The 100% equity strategy produced enough capital for most cohorts to sustain $100,000 withdrawals for 20 to 40 years. But not all of them. The unlucky cohorts were depleted within two decades. But the lucky ones lasted half a century or more. The equity strategy does not solve the problem. It generates enough expected wealth that the problem becomes survivable for most cohorts. The glide path does not.
This is the central tension. Higher expected returns during accumulation mean more capital at retirement, a lower effective SWR, and a longer-lasting portfolio. But they also mean more variance: some cohorts accumulate far less than others. You can reduce the variance with a glide path, but the cost in expected return is so large that the typical retiree ends up worse off, not better. The insurance is real. It is also ruinously expensive.
I must emphatically highlight that I picked these two strategies because they bracket the range of outcomes, but do not exhaust it. You can adjust the equity share, the glide path slope, the bond allocation in retirement, or the withdrawal amount. You can implement variable withdrawals, add a cash buffer, or use momentum signals. I have run many such variations. The specific numbers change.
But the fundamental result does not: a large share of the variation in retirement outcomes is driven by the sequence of returns, and no portfolio strategy eliminates that variation without a commensurate sacrifice in expected wealth.

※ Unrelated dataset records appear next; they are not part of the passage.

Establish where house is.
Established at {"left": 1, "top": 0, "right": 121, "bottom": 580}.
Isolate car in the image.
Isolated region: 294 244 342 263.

So, if you are going to tell me that you have a different strategy than these two, that nobody should follow a $ 100,000 fixed retirement strategy, etc., you are missing the point. The point is that there is a lot of aggregate risk out there, and insuring against it is really costly.

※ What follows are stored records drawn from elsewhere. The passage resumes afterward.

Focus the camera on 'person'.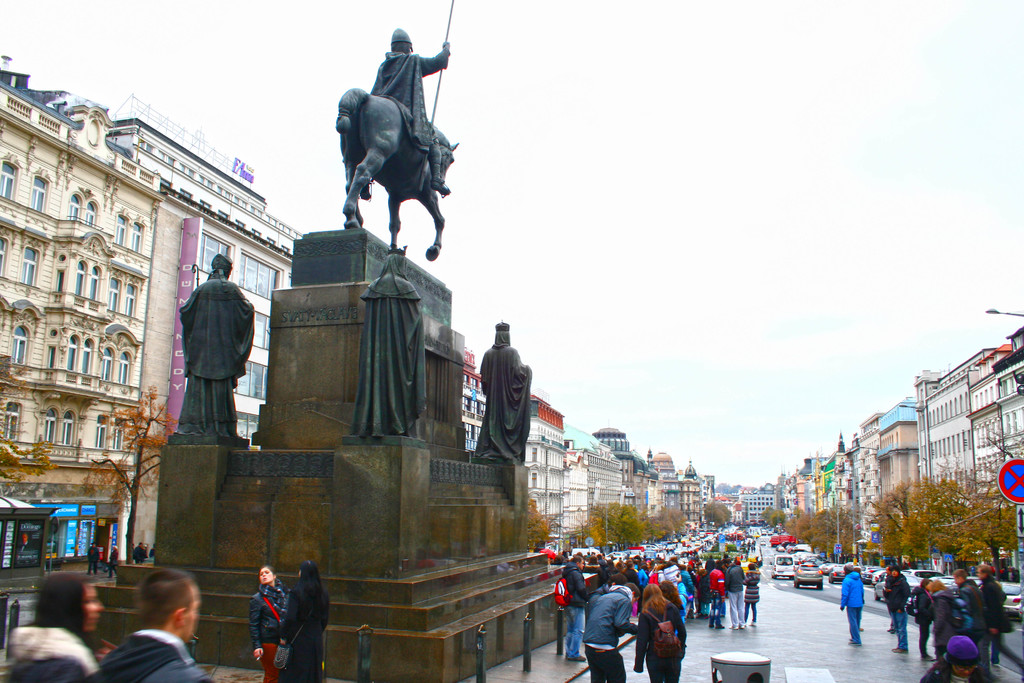
Focus region: select_region(742, 561, 764, 629).
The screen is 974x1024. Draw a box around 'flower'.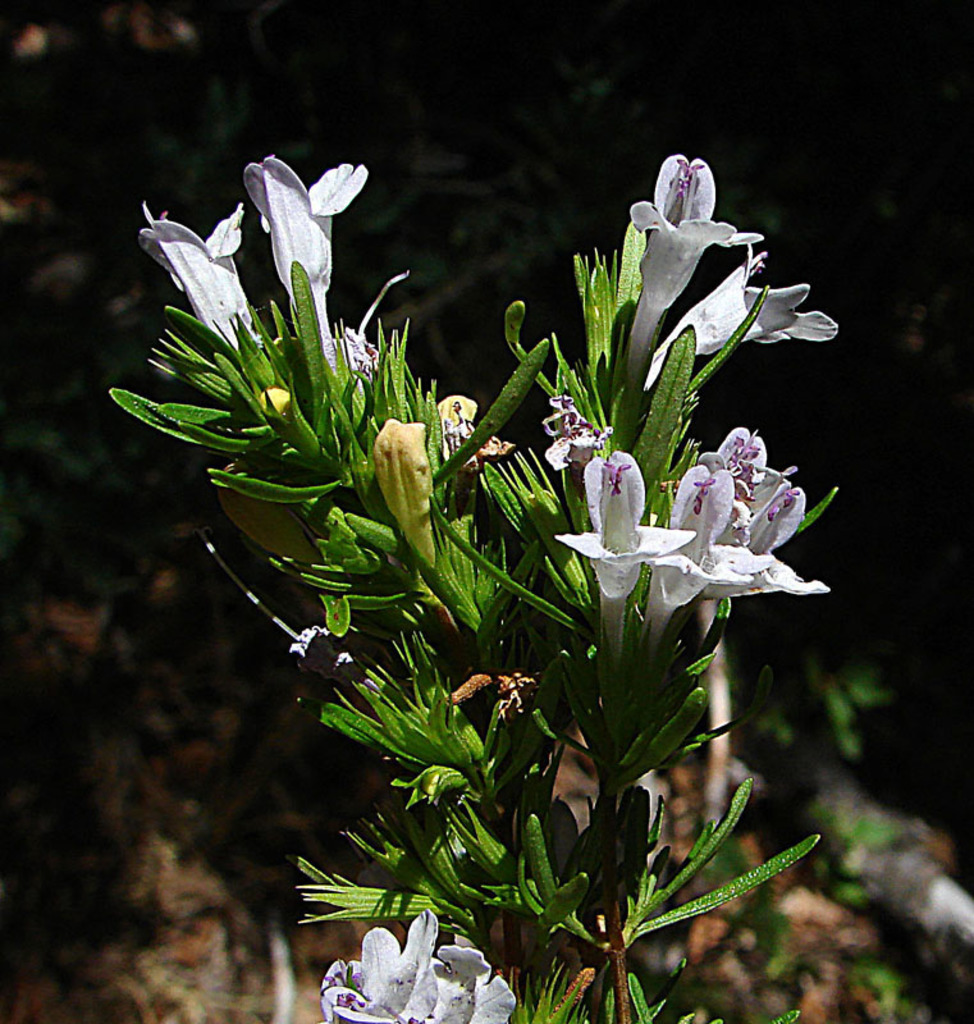
(x1=540, y1=401, x2=596, y2=465).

This is why the structure of a retirement system matters. A fully funded system, where each generation saves and invests for its own retirement, exposes every cohort to the sequencing risk I have documented in these three posts. No portfolio strategy eliminates it.
A pay-as-you-go system, by contrast, transfers resources from current workers to current retirees, so the retirement income of the 1963 cohort does not depend on what the S&P 500 did between 1963 and 2009. It depends on the productivity of the workers employed in 2009. That is a different risk, and crucially, it is not the same risk.

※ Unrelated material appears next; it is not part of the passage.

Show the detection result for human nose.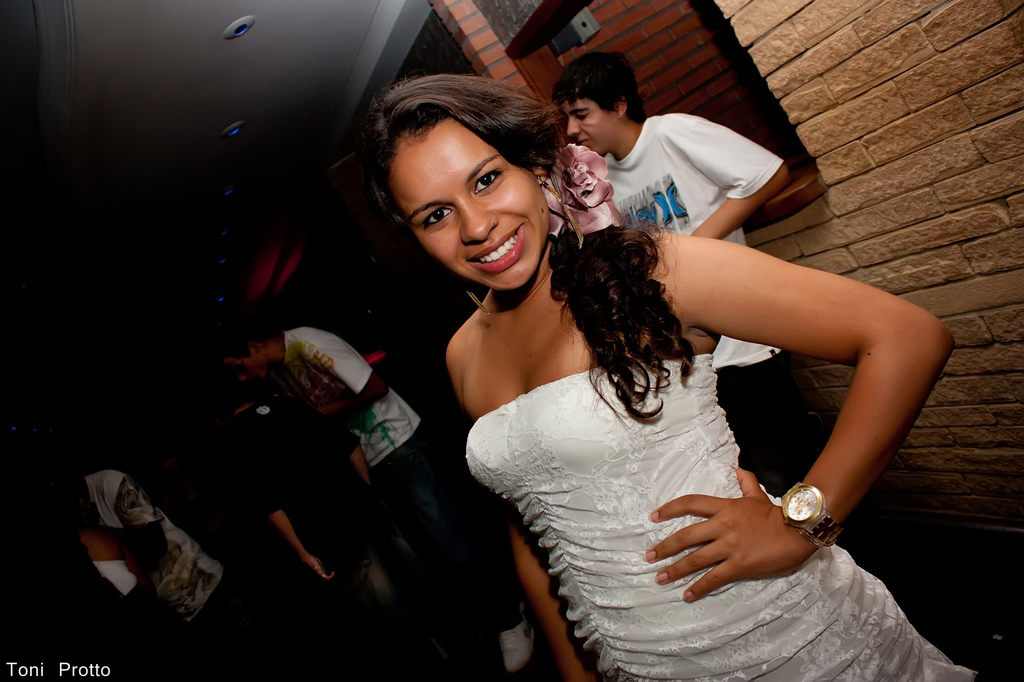
(x1=459, y1=199, x2=499, y2=248).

A system that combines both components, a funded pillar that captures the equity premium over long horizons and a pay-as-you-go pillar that provides a floor independent of market outcomes, diversifies across two relatively uncorrelated sources of risk.
Neither pillar alone is sufficient. The funded pillar generates higher expected wealth but leaves retirees exposed to bad draws. The pay-as-you-go pillar provides insurance against those draws but cannot deliver the returns needed for a comfortable retirement. A reasonable system has both.
Defenders of full funding point to the superior expected returns and dismiss pay-as-you-go as a Ponzi scheme. Defenders of pay-as-you-go point to the security it provides and dismiss funded systems as a casino. Both are wrong in the same way: they evaluate return and risk separately rather than jointly.
The funded system has higher expected returns and higher risk. The pay-as-you-go system has lower expected returns and lower risk. This is not a puzzle. It is the most basic tradeoff in finance. Anyone who claims one pillar dominates the other on both dimensions is either ignoring the risk or ignoring the return.
And no, pay-as-you-go is not a Ponzi scheme if the system's expenses grow at the same rate as its revenues. This is exactly what notional defined-contribution systems like Sweden’s achieve: benefits are indexed to the growth of the contribution base, so the system remains solvent by construction, even as the population shrinks.
The right question is not which system is better. It is what mix of the two best serves a society that cannot avoid aggregate risk but can choose how to share it across generations.
And that is why modern economics is so incredibly useful and why I love it so much: it gives you the tools to think carefully about these tradeoffs instead of pretending they do not exist.